Montezuma County commissioners selected Don Schwindt to replace Porter, who was general manager of the Dolores Water Conservancy District for 22 years and a Southwestern board director for 26.

Schwindt is a director on the Dolores Water Conservancy District board and a critic of the Dolores National Conservation Area, a controversial proposal in Montezuma County to congressionally protect land and water along the lower Dolores…

Porter thinks the proposal, criticized by Montezuma County commissioners, influenced his removal. Under Porter’s leadership, Southwestern Water Conservation District contributed funds to hire a water attorney to rewrite draft National Conservation Area legislation, which Porter thinks was perceived as support for the bill.

“I perceived the funding as an effort so everyone involved knew all the problems, the facts on both sides and could intelligently make a decision,” Porter said. “I think Southwestern’s involvement was perceived by others that we were very much in favor of the NCA legislation. That had something to do with it, and the fact that I’m 80-plus, and my 26 years on the board.”

Montezuma County Commissioner Larry Suckla said the commission chose Schwindt because of his water knowledge, and the conservation area proposal did not play a part in the decision.

“Don has shown ways that he would save water and retain water for farmers and ranchers,” Suckla said. “John Porter is an icon for Montezuma County. He was involved in the management of the lake (McPhee Reservoir), and all the benefits the county has received from that is because of the work he did, but it felt like it was time for new eyes.”

When Porter joined the board in 1990, he said water storage and dam construction were the district’s primary focus, including such projects as Lake Nighthorse. But gradually, the focus broadened to consider recreational water use and water quality.

Porter refers to his tenure as a career highlight, and said the importance of inter-basin relations and dialogue will only increase as time goes on, water supply dwindles and population grows.

“You’re asking someone who’s biased, but I’ve always felt that the Southwestern board tried its very best to represent all interests,” Porter said. “True, the majority of the members, including myself, were and still are agriculture-oriented. Yet to me, as Colorado’s population grows, it’s inevitable that our water supply will be drying up agriculture. And that’s not in our best interest, but I don’t see a way of satisfying municipal needs that we’re going to have without drying up some ag use. Irrigation takes a lot of water, and just that amount converted to municipal use will take care of a lot of families in an urban situation.”

@WaterCenterCMU webinar: “River Health and Riparian Resilience” January 25, 2017

Click here to register. From the website:

The rivers that roll past our cities, towns, homes, and highways are reflections of all things that happen upstream and uphill. In this lecture, we will learn to see rivers as a sum of their parts, learning the roles, forms and functions of water, sediment, and vegetation.
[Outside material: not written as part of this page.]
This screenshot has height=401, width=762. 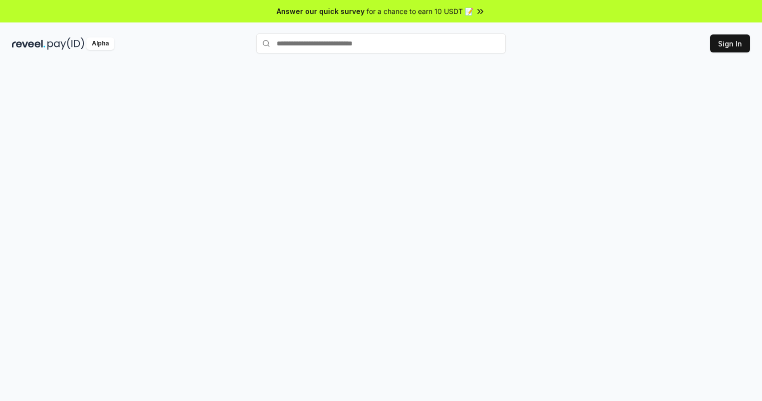 I want to click on div: Alpha, so click(x=100, y=43).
Blue, the role of water, mobilizing and shaping; Brown, the role of sediment, filling, re-routing and building; and Green, growing, holding and slowing all things mobile. From this context, we will launch into discussions of river health, riparian resilience in the face of climate change, and what we can do to protect habitats critical to fish and wildlife and our riverside communities. We’ll see river cameos of the hard-working Dolores, the now-famous Animas, and the unfettered wildness of the Yampa.

Presented by Dr. Chris Rasmussen of EcoMainstream Contracting, and hosted by Abby Burk of Audubon Rockies.